That’s unusual. Usually it’s women who have their clothing scrutinized carefully, but this time it’s Obama. Peter King was upset that Obama wore a tan suit.
That’s unusual. Usually it’s women who have their clothing scrutinized carefully, but this time it’s Obama. Peter King was upset that Obama wore a tan suit.
It’s the first week of classes. I’ve given the first lecture to my first year introductory biology course and my second year cell biology course, and the theme of both lectures was that science isn’t a body of facts, but a process for learning — and I’m emphasizing to them all that the conclusion is less important than how we come to that conclusion. And what do idiot politicians in Ohio do? They try to pass a law denying school kids knowledge of the process.
Anita Sarkeesian has posted more of her emails…like this one.
The other day, I said that his book, The Irrational Atheist, was self-published. I was wrong. He actually bamboozled a publisher into taking it on.
Day also has some other complaints.
He’s doing it again. Sorbo is mouthing off about atheists.
By now I’m sure everyone has heard about the 9-year-old girl at a gun range who accidentally killed her instructor. She was using a Uzi; she opened up, with the instructor’s advice, on fully automatic, lost control, and the gun rose up and shot the instructor in the head.
The anti-vaxxers are excited. A recent paper, Measles-mumps-rubella vaccination timing and autism among young african american boys: a reanalysis of CDC data, claims that there is evidence that vaccinations cause autism. Only one problem: it’s a crappy paper.
Orac has covered it to an Oracian level of detail, so let me give the short summary:
We always knew Tony Blair could exceed the limitations of being George W. Bush’s lapdog. Look at W now; spending his life making crappy paintings that wouldn’t pass muster at a garage sale, yet get fawning media puff pieces and exhibitions in museums. It’s pathetic.
But Tony Blair now…there’s a villain with ambition. He has set up a little business in which he sells off his reputation to dictators, tyrants, and genocidal monsters, doing his best to make them look good. He’s been busy giving Nursultan Nazarbayev advice on how to plaster over the murder of civilians.
Tony Blair gave Kazakhstan’s autocratic president advice on how to manage his image after the slaughter of unarmed civilians protesting against his regime.
In a letter to Nursultan Nazarbayev, obtained by The Telegraph, Mr Blair told the Kazakh president that the deaths of 14 protesters “tragic though they were, should not obscure the enormous progress” his country had made.
Mr Blair, who is paid millions of pounds a year to give advice to Mr Nazarbayev, goes on to suggest key passages to insert into a speech the president was giving at the University of Cambridge, to defend the action.
Millions of pounds? I guess that prices him right out of the range of the Ferguson police department.
That’s a terrifying thought, actually. The Perth Zoo is featuring a week long lecture series on this important subject. We all go to the zoo for the educational experience, don’t we? Wouldn’t you be happy to spend Aus $660 on learning about animal dreams?
It’s this: while demanding empathy for the dangerous job of a policeman in an editorial in the Washington Post, a cop explains what he gets to do, with a complete lack of empathy for the citizen’s position.
Even though it might sound harsh and impolitic, here is the bottom line: if you don’t want to get shot, tased, pepper-sprayed, struck with a baton or thrown to the ground, just do what I tell you. Don’t argue with me, don’t call me names, don’t tell me that I can’t stop you, don’t say I’m a racist pig, don’t threaten that you’ll sue me and take away my badge. Don’t scream at me that you pay my salary, and don’t even think of aggressively walking towards me. Most field stops are complete in minutes. How difficult is it to cooperate for that long?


Task statement :: Each entry below should be echoed exactly, with pictures omitted.

Dataset listings of figures ::
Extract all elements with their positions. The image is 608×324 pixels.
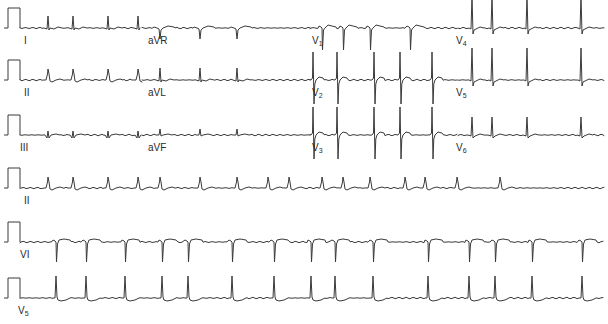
lead-trace-v1 bbox=[310, 25, 457, 50]
lead-label-v6: V6 bbox=[456, 143, 467, 154]
lead-trace-v4 bbox=[458, 0, 604, 34]
lead-trace-avl bbox=[142, 68, 310, 82]
lead-label-avr: aVR bbox=[148, 36, 167, 46]
lead-trace-i bbox=[20, 16, 140, 30]
lead-label-v2: V2 bbox=[312, 88, 323, 99]
lead-label-ii: II bbox=[24, 196, 30, 206]
calibration-pulse bbox=[4, 115, 20, 135]
lead-trace-v6 bbox=[458, 117, 604, 138]
lead-label-v1: V1 bbox=[312, 36, 323, 47]
lead-trace-v5 bbox=[458, 48, 604, 86]
lead-label-v5: V5 bbox=[456, 88, 467, 99]
lead-label-avf: aVF bbox=[148, 143, 166, 153]
lead-trace-v2 bbox=[310, 52, 457, 104]
calibration-pulse bbox=[4, 222, 20, 242]
lead-label-avl: aVL bbox=[148, 88, 166, 98]
lead-trace-avf bbox=[142, 129, 310, 136]
lead-label-i: I bbox=[24, 36, 27, 46]
lead-label-v1: VI bbox=[20, 250, 29, 260]
calibration-pulse bbox=[4, 168, 20, 188]
lead-label-iii: III bbox=[20, 143, 28, 153]
lead-label-v5: V5 bbox=[18, 306, 29, 317]
lead-trace-v3 bbox=[310, 107, 457, 159]
lead-trace-iii bbox=[20, 131, 141, 138]
lead-label-v4: V4 bbox=[456, 36, 467, 47]
lead-trace-v1 bbox=[20, 239, 603, 262]
calibration-pulse bbox=[4, 278, 20, 298]
lead-trace-v5 bbox=[20, 276, 603, 301]
lead-trace-ii bbox=[20, 69, 142, 82]
calibration-pulse bbox=[4, 8, 20, 28]
lead-trace-ii bbox=[20, 177, 604, 190]
calibration-pulse bbox=[4, 60, 20, 80]
lead-label-ii: II bbox=[24, 88, 30, 98]
lead-label-v3: V3 bbox=[312, 143, 323, 154]
ecg-tracing bbox=[0, 0, 608, 324]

Output for this exercise ::
Extract all elements with their positions. The image is 608×324 pixels.
lead-trace-v1 bbox=[310, 25, 457, 50]
lead-label-v6: V6 bbox=[456, 143, 467, 154]
lead-trace-v4 bbox=[458, 0, 604, 34]
lead-trace-avl bbox=[142, 68, 310, 82]
lead-label-avr: aVR bbox=[148, 36, 167, 46]
lead-trace-i bbox=[20, 16, 140, 30]
lead-label-v2: V2 bbox=[312, 88, 323, 99]
lead-label-ii: II bbox=[24, 196, 30, 206]
calibration-pulse bbox=[4, 115, 20, 135]
lead-trace-v6 bbox=[458, 117, 604, 138]
lead-label-v1: V1 bbox=[312, 36, 323, 47]
lead-trace-v5 bbox=[458, 48, 604, 86]
lead-label-v5: V5 bbox=[456, 88, 467, 99]
lead-label-avf: aVF bbox=[148, 143, 166, 153]
lead-trace-v2 bbox=[310, 52, 457, 104]
calibration-pulse bbox=[4, 222, 20, 242]
lead-label-avl: aVL bbox=[148, 88, 166, 98]
lead-trace-avf bbox=[142, 129, 310, 136]
lead-label-i: I bbox=[24, 36, 27, 46]
lead-label-v1: VI bbox=[20, 250, 29, 260]
calibration-pulse bbox=[4, 168, 20, 188]
lead-label-iii: III bbox=[20, 143, 28, 153]
lead-label-v5: V5 bbox=[18, 306, 29, 317]
lead-trace-v3 bbox=[310, 107, 457, 159]
lead-trace-iii bbox=[20, 131, 141, 138]
lead-label-v4: V4 bbox=[456, 36, 467, 47]
lead-trace-v1 bbox=[20, 239, 603, 262]
calibration-pulse bbox=[4, 278, 20, 298]
lead-trace-v5 bbox=[20, 276, 603, 301]
lead-trace-ii bbox=[20, 69, 142, 82]
calibration-pulse bbox=[4, 8, 20, 28]
lead-trace-ii bbox=[20, 177, 604, 190]
calibration-pulse bbox=[4, 60, 20, 80]
lead-label-ii: II bbox=[24, 88, 30, 98]
lead-label-v3: V3 bbox=[312, 143, 323, 154]
ecg-tracing bbox=[0, 0, 608, 324]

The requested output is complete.